Serva vestigia in cellario videt et felem vocat.

Questions & Answers about Serva vestigia in cellario videt et felem vocat.

Why is serva the subject of the sentence?

Because serva is in the nominative singular, which is the case typically used for the subject of a Latin sentence.

  • serva = the female slave / servant
  • It is a first-declension noun
  • Its basic dictionary form is serva, servae

So in Serva vestigia in cellario videt et felem vocat, serva is the person doing the actions: seeing and calling.

What form is vestigia, and why does it end in -a if it is plural?

Vestigia is neuter plural accusative of vestigium.

This often surprises English speakers, because -a can look singular if you are thinking only of first-declension nouns. But vestigium is a second-declension neuter noun, and neuter plurals in this declension often end in -a.

So:

  • singular: vestigium = footprint / track
  • plural nominative: vestigia
  • plural accusative: vestigia

Since vestigia is the direct object of videt, the accusative makes sense.

Why is vestigia plural, but the verb videt is singular?

Because the verb agrees with the subject, not with the object.

Here:

  • serva = subject, singular
  • videt = singular verb
  • vestigia = object, plural

So the sentence means that one servant sees multiple footprints. The plurality of vestigia does not affect the verb.

Why is in cellario in the ablative?

Because in takes the ablative when it means in or inside in the sense of location.

Here, in cellario means in the cellar or inside the cellar, so it answers the question where?

  • cellarium = cellar
  • cellario = ablative singular

A useful rule:

  • in + ablative = location (in the cellar)
  • in + accusative = motion into (into the cellar)

So in cellario means the footprints are seen in the cellar, not that someone is moving into it.

Why is felem in the accusative?

Because felem is the direct object of vocat.

The servant is the one doing the calling, and the cat is the one being called. In Latin, the direct object usually goes in the accusative case.

  • dictionary form: felis = cat
  • accusative singular: felem

So:

  • serva = subject
  • felem = object
What kind of verbs are videt and vocat?

Both are third-person singular present active indicative verbs, but they come from different conjugations.

  • videt comes from videre = to see
  • vocat comes from vocare = to call

Both are singular because the subject, serva, is singular.

So:

  • videt = she sees
  • vocat = she calls

Latin does not need to include a separate word for she, because the verb ending already tells you the subject is he/she/it singular.
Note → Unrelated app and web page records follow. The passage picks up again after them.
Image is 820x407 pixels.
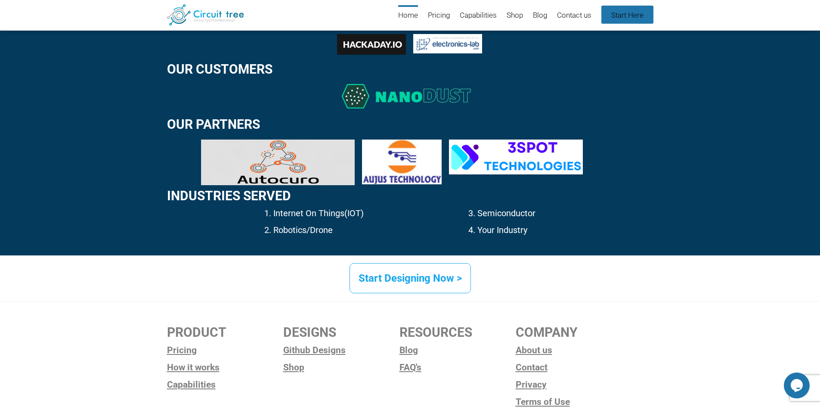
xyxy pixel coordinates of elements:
h2: Industries Served [167,189,654,203]
iframe: chat widget [784,372,812,398]
a: Blog [533,5,547,26]
h2: PRODUCT [167,325,283,339]
p: 2. Robotics/Drone [264,224,400,236]
a: Shop [507,5,523,26]
a: Github Designs [283,344,400,357]
p: 3. Semiconductor [468,207,653,220]
a: Capabilities [460,5,497,26]
h2: RESOURCES [400,325,516,339]
a: Start Designing Now > [350,263,471,293]
a: FAQ's [400,361,516,374]
h2: Our customers [167,62,654,76]
h2: Our Partners [167,117,654,131]
a: Blog [400,344,516,357]
a: Contact [516,361,632,374]
h2: COMPANY [516,325,632,339]
h2: DESIGNS [283,325,400,339]
a: Pricing [167,344,283,357]
a: Pricing [428,5,450,26]
p: 1. Internet On Things(IOT) [264,207,400,220]
a: Start Here [602,6,654,24]
img: Circuit Tree [167,4,244,25]
a: Capabilities [167,378,283,391]
a: How it works [167,361,283,374]
a: Contact us [557,5,592,26]
a: Home [398,5,418,26]
p: 4. Your Industry [468,224,653,236]
a: Privacy [516,378,632,391]
a: About us [516,344,632,357]
a: Shop [283,361,400,374]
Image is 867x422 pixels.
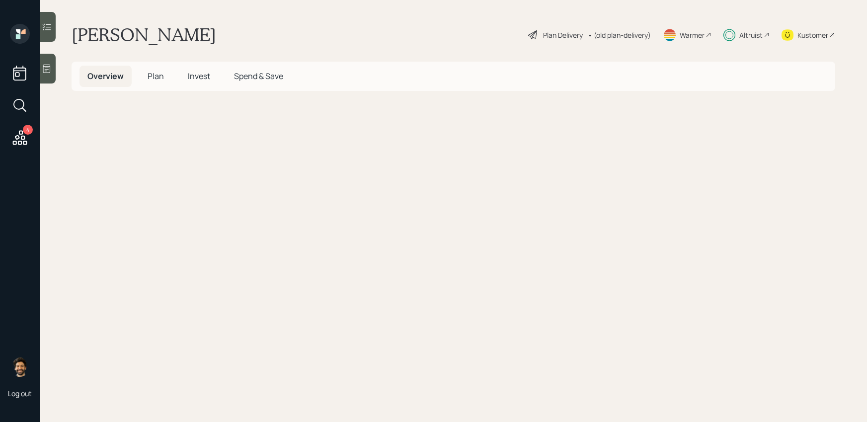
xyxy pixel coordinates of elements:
div: 4 [23,125,33,135]
span: Plan [148,71,164,81]
span: Spend & Save [234,71,283,81]
div: • (old plan-delivery) [588,30,651,40]
div: Kustomer [798,30,828,40]
span: Invest [188,71,210,81]
h1: [PERSON_NAME] [72,24,216,46]
img: eric-schwartz-headshot.png [10,357,30,377]
span: Overview [87,71,124,81]
div: Plan Delivery [543,30,583,40]
div: Log out [8,389,32,398]
div: Warmer [680,30,705,40]
div: Altruist [739,30,763,40]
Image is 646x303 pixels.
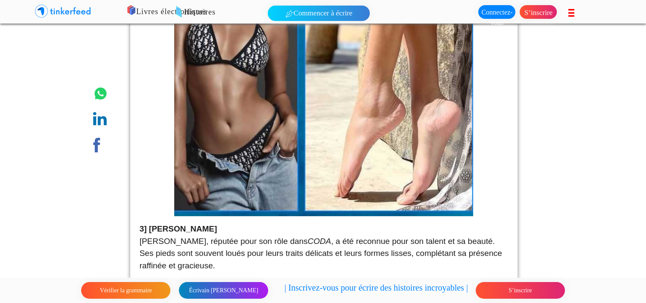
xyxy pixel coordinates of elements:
button: Vérifier la grammaire [81,282,170,298]
font: Histoires [184,8,216,16]
p: | Inscrivez-vous pour écrire des histoires incroyables | [285,281,468,299]
em: CODA [308,236,332,245]
font: Commencer à écrire [294,9,353,17]
strong: 3] [PERSON_NAME] [140,224,217,233]
button: S’inscrire [476,282,565,298]
a: S’inscrire [520,5,557,19]
a: Connectez-vous [479,5,516,19]
p: [PERSON_NAME], réputée pour son rôle dans , a été reconnue pour son talent et sa beauté. Ses pied... [140,223,509,271]
button: Écrivain [PERSON_NAME] [179,282,268,298]
img: whatsapp.png [93,86,108,101]
button: Commencer à écrire [268,6,370,21]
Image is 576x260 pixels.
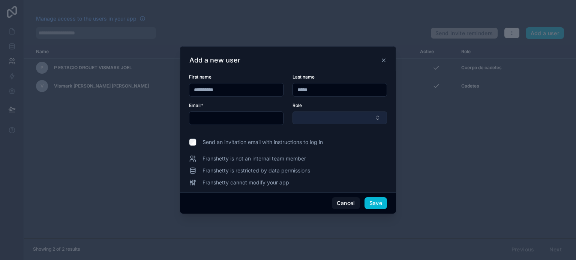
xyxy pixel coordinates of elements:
[189,74,211,80] span: First name
[189,139,196,146] input: Send an invitation email with instructions to log in
[202,155,306,163] span: Franshetty is not an internal team member
[202,167,310,175] span: Franshetty is restricted by data permissions
[292,74,314,80] span: Last name
[292,112,387,124] button: Select Button
[364,198,387,210] button: Save
[332,198,359,210] button: Cancel
[202,179,289,187] span: Franshetty cannot modify your app
[189,56,240,65] h3: Add a new user
[189,103,201,108] span: Email
[292,103,302,108] span: Role
[202,139,323,146] span: Send an invitation email with instructions to log in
Why doesn’t Latin use words for the or a here?

Classical Latin normally has no articles.

So Latin often leaves it to context whether you should understand:

  • a servant or the servant
  • a cat or the cat
  • footprints or the footprints

That is normal. When translating into English, you usually add a, an, or the according to the context.

Why is the word order different from normal English word order?
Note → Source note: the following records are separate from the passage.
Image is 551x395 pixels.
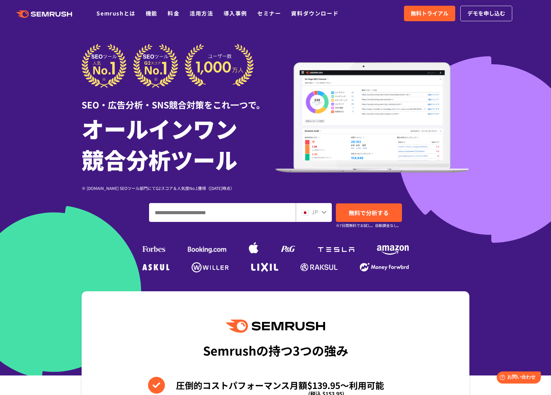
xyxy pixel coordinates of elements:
[460,6,512,21] a: デモを申し込む
[336,204,402,222] a: 無料で分析する
[168,9,179,17] a: 料金
[96,9,135,17] a: Semrushとは
[203,338,348,363] div: Semrushの持つ3つの強み
[82,113,275,175] h1: オールインワン 競合分析ツール
[411,9,448,18] span: 無料トライアル
[336,222,401,229] small: ※7日間無料でお試し。自動課金なし。
[348,209,389,217] span: 無料で分析する
[82,185,275,191] div: ※ [DOMAIN_NAME] SEOツール部門にてG2スコア＆人気度No.1獲得（[DATE]時点）
[226,320,325,333] img: Semrush
[148,377,403,394] li: 圧倒的コストパフォーマンス月額$139.95〜利用可能
[311,208,318,216] span: JP
[404,6,455,21] a: 無料トライアル
[223,9,247,17] a: 導入事例
[146,9,157,17] a: 機能
[82,88,275,111] div: SEO・広告分析・SNS競合対策をこれ一つで。
[149,204,295,222] input: ドメイン、キーワードまたはURLを入力してください
[291,9,338,17] a: 資料ダウンロード
[257,9,281,17] a: セミナー
[491,369,543,388] iframe: Help widget launcher
[467,9,505,18] span: デモを申し込む
[189,9,213,17] a: 活用方法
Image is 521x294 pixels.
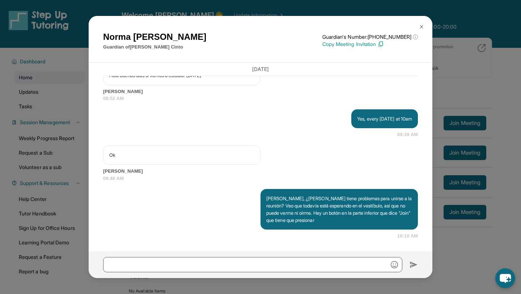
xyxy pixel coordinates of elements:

Latin word order is more flexible because the endings show the grammatical roles.

English depends heavily on word order:

  • The servant sees the footprints

Latin can move words around more freely because case endings tell you what each word is doing.

In this sentence:

  • serva is clearly the subject
  • vestigia and felem are clearly objects
  • in cellario is a prepositional phrase

So even if the order changes, the meaning usually stays clear. The given order is perfectly natural Latin.
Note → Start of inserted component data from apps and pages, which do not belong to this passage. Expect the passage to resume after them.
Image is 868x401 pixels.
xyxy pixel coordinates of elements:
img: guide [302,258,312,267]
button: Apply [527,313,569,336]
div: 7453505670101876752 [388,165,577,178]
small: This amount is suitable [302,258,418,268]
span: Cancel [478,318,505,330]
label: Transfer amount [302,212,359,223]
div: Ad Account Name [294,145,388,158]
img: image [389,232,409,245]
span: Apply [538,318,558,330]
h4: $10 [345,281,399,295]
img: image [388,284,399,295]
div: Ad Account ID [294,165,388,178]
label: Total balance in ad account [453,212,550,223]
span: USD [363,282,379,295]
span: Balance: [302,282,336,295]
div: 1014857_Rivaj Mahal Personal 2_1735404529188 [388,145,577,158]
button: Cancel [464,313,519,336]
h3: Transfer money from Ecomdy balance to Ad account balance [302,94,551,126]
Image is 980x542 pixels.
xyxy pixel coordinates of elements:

Does et join two separate clauses or just two verbs?

Here et joins two verbs that share the same subject.

The subject serva does both actions:

  • she sees the footprints
  • and she calls the cat

Latin often avoids repeating the subject if it stays the same. So instead of saying:

  • Serva vestigia in cellario videt et serva felem vocat

Latin simply says:

  • Serva vestigia in cellario videt et felem vocat
Could vestigia mean something more specific than just footprints?

Yes. Vestigium can mean footprint, track, trace, or mark left behind, depending on context.

So vestigia could suggest:

  • footprints on the floor
  • tracks someone or something has left
  • traces that make the servant notice something

If the sentence includes a cat, many learners naturally connect the footprints with the cat, though the Latin itself does not force that interpretation.

Is serva definitely feminine?

Yes. Serva is grammatically feminine and means female slave or maidservant / servant.

It contrasts with:

  • servus = male slave / servant
  • serva = female slave / servant

So if you translate the sentence with a pronoun, she is the natural choice.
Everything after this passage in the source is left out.